A look inside how Chris Doyle organizes Iowa's offseason training program

Chad Leistikow
Hawk Central

While you’re still putting together summer vacation plans … the college football season is coming fast.

At Iowa, returning players reported Monday for workouts at the Stew and Lenore Hansen Football Performance Center. In a few days, incoming freshmen will report and begin summer classes.

“We’re really entering the final seven-week phase of our offseason,” Iowa director of football and 20th-year strength and conditioning coach Chris Doyle said Wednesday night during an appearance on the Register’s weekly “Hawk Central” radio show on KxNO (1460 AM) in Des Moines.

Chris Doyle is shown in this 2017 photo inside the weight room at the Stew and Lenore Hansen Football Performance Center.

This, on the Hawkeye football calendar, is Phase Three of Doyle’s training program. He admitted Wednesday he (and others in the industry) in the past tried to “peak” everything at once — strength, speed and conditioning.

That was like trying to chase multiple rabbits at once, he said: ineffective.

Today, Iowa breaks its offseason regimen into three distinct segments.

The winter phase, which starts in January: strength training (building lean body mass and functional-movement corrections).

The spring phase, which is well-covered and runs from mid-March to late-April: speed and power training. (“The harder you push against the ground, the higher you jump and the faster you run,” Doyle said.)

The summer phase: conditioning. “Moving weights fast,” as Doyle put it.

This is the calculated period when players take the strength and speed they’ve accrued and built up durability to sustain that throughout the course of a 60-minute game on Saturdays in the fall.

That’s what is happening now, and it might be the least-publicized portion of college football’s offseason grind — while the rest of us outsiders focus on preseason predictions and what's going on the grill.

"As we get into July, the conditioning will really ramp up, the position-specific conditioning," Doyle said. "And, really, the final touches of football preparation are put together here. It’s certainly an exciting time because you can smell it. It’s right around the corner."

In truth, it’s even more intense than it sounds.

Especially for the newcomers.

As mentioned, rookies report Monday — just after Saturday’s Iowa Ladies Football Academy (which, this year, will have topped the $2 million mark in funds raised for the next-door UI Stead Family Children’s Hospital).

Wednesday, Doyle spoke at length about the challenges freshmen typically face after officially putting on the Hawkeye shorts and workout gear for the first time.

For the most part, he correctly pointed out, every incoming recruit was “the best kid on the field on Friday nights.”

Complexity is one of the biggest challenges they’ll face. In high school, these players typically deal with much simpler football schemes — as you’d expect. They also used to be able to maybe get away with going 80 percent during high school practices (or even games) and still dominate the field.

“You can’t get away with that here. There are 100 other guys that are as talented as you are,” Doyle said. “So the intensity ramps up; the volume ramps up, the anxiety. Everything that is happening is happening faster and more intense. So not only does it require great focus and concentration when you’re training, but the lifestyle and recovery commitment is greater.

“In high school, there probably wasn’t a lot of time spent on recovery — they didn’t need to; there wasn’t a lot to recover from.”

(Ready to work out yet?)

After this conditioning phase, it’s fall camp. That starts at the end of July — next month. That’s when pads will be popping, coaches can actually coach, and when things get ramped up in time for the Sept. 1 season opener.

As Doyle said, we're flying fast toward football season.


▸ **Requirement**: Using the listing below, report all lines holding the word "Cost".
━━━━━━━━━━━━━━━━━━━━
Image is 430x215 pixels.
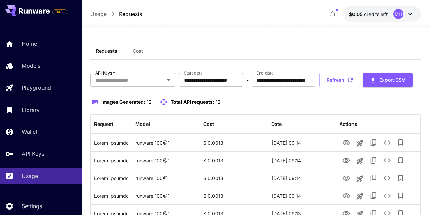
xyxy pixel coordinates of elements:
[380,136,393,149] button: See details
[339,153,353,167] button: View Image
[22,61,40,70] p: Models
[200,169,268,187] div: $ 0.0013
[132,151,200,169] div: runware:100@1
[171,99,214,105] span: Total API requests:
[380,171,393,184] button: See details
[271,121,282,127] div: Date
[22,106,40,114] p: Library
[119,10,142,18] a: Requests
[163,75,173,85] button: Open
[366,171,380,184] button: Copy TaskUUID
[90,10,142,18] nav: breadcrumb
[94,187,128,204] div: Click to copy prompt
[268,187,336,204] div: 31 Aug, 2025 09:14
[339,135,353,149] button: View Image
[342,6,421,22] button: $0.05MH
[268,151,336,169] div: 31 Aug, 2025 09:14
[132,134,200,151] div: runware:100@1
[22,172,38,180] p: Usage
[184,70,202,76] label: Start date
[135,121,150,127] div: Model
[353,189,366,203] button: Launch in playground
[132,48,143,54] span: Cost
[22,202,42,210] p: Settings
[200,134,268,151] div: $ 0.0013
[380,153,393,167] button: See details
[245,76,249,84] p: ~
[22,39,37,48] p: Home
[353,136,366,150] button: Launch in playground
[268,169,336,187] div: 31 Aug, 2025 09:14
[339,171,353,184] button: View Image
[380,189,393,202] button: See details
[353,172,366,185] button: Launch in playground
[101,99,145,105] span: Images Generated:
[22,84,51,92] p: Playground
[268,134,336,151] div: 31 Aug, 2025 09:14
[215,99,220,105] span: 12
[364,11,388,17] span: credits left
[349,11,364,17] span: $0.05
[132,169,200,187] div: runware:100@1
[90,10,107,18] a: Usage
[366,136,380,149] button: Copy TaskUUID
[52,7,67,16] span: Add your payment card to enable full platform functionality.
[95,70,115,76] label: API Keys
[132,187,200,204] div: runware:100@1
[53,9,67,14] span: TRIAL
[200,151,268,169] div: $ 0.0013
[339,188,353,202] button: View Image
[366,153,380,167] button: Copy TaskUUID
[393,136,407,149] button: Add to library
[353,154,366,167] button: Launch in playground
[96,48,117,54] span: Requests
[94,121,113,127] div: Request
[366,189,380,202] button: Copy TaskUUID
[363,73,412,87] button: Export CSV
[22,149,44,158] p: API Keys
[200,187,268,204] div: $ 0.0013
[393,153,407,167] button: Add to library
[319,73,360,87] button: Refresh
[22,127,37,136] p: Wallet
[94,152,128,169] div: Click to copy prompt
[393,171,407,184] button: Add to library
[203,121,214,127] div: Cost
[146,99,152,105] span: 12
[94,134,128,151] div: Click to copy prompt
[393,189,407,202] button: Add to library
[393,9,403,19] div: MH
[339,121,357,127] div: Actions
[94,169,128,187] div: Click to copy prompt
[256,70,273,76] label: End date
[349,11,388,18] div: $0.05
━━━━━━━━━━━━━━━━━━━━
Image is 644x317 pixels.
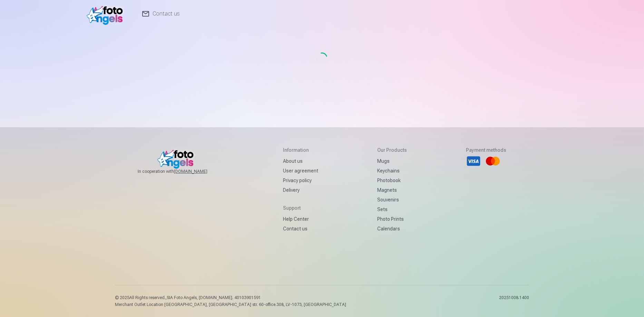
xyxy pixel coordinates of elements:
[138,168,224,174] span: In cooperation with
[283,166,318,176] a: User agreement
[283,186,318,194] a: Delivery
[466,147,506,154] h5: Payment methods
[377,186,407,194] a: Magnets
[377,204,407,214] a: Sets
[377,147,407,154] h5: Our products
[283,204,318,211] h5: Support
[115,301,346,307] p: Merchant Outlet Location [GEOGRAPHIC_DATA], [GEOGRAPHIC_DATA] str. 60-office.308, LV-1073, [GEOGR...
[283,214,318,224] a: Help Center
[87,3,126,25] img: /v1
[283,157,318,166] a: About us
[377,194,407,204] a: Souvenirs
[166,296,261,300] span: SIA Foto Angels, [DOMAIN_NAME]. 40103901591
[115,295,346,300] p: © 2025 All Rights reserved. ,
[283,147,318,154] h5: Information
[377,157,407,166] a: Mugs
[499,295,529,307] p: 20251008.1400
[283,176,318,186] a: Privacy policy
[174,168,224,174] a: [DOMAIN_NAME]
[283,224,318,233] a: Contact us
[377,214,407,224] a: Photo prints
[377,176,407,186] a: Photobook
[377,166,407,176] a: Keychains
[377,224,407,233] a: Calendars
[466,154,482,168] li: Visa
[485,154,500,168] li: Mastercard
━━━━━━━━━━━━━━━━━━━━
▸ **Solution for this task**:
[132,48,143,54] span: Cost
[203,121,214,127] div: Cost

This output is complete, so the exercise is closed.